Unlike any other state, Colorado has, for more than a century, treated some riverbeds as private property, belonging to the people who own adjacent land.
It’s allowed landowners to set up private fishing clubs on rivers, making money by allowing people to fish.
But now a court case is developing that could unsettle those decades of land ownership jurisprudence, and ultimately determine whether people in Colorado or those who visit there can go wading in the rivers.
Or fishing.
The issue is just about as complicated as water ownership in the state which serves as headwaters for the Colorado, and many other rivers.
According to a report by Bruce Finley in the Denver Post, the state Court of Appeals has given permission for Roger Hill, 80, and a fisherman, to fight for his right to be in his favorite part of the Arkansas River.
It means others also can go to court to seek permission to be in the rivers they want, for fishing or other.
A three-judge panel in the mid-level court rejected the arguments from the state government that said landowners own those grounds underwater.
Hill told Finley, “I just like to get out on a clear stream and I enjoy watching the fish. … We’re going to get a chance to establish this as the law of Colorado – the freedom to wade in rivers, whether you fish or not, the freedom to have your feet on the bottom of a river.”
It was in 2012 that landowners Mark Warsewa and Linda Joseph ordered Hill off the river adjacent to their land downstream from Cotopaxi.
The appeals court ruling doesn’t make it simple, explaining that now state courts must decide such cases based on what rivers were used in 1876 when Colorado became a state, and for what purpose.
Those decisions will be based on “navigability.”
Colorado Attorney General Phil Weiser had claimed that only the state, not individuals, can dispute public access to rivers in the court. He warned letting people actually access the court system for their rights “would destabilize property rights throughout the state.”

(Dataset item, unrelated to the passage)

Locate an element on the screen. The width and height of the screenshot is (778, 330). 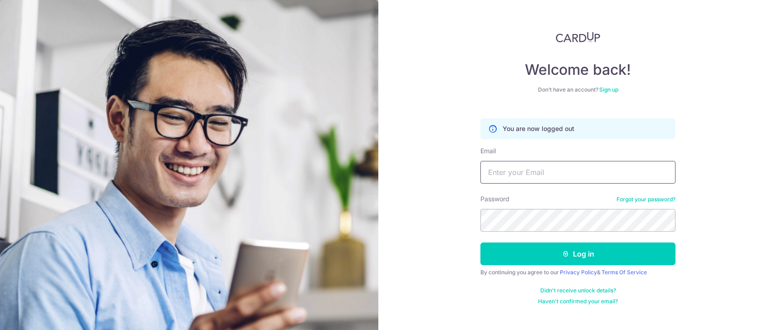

And he pointed out the state has reached agreements with various landowners for “public access” for fishing.
Similar fights have developed over the years over the rights of rafters and others to use the actual rivers. But no state laws now define navigability.
The appeals court judges were clear that if “navigability” at statehood is established, then adjacent landowners do not own the riverbed and cannot exclude other people.
The judges said that still has to be established.
Besides state officials, the Colorado Water Congress also is backing the state and landowners, and its members now expect a “storm of litigation.”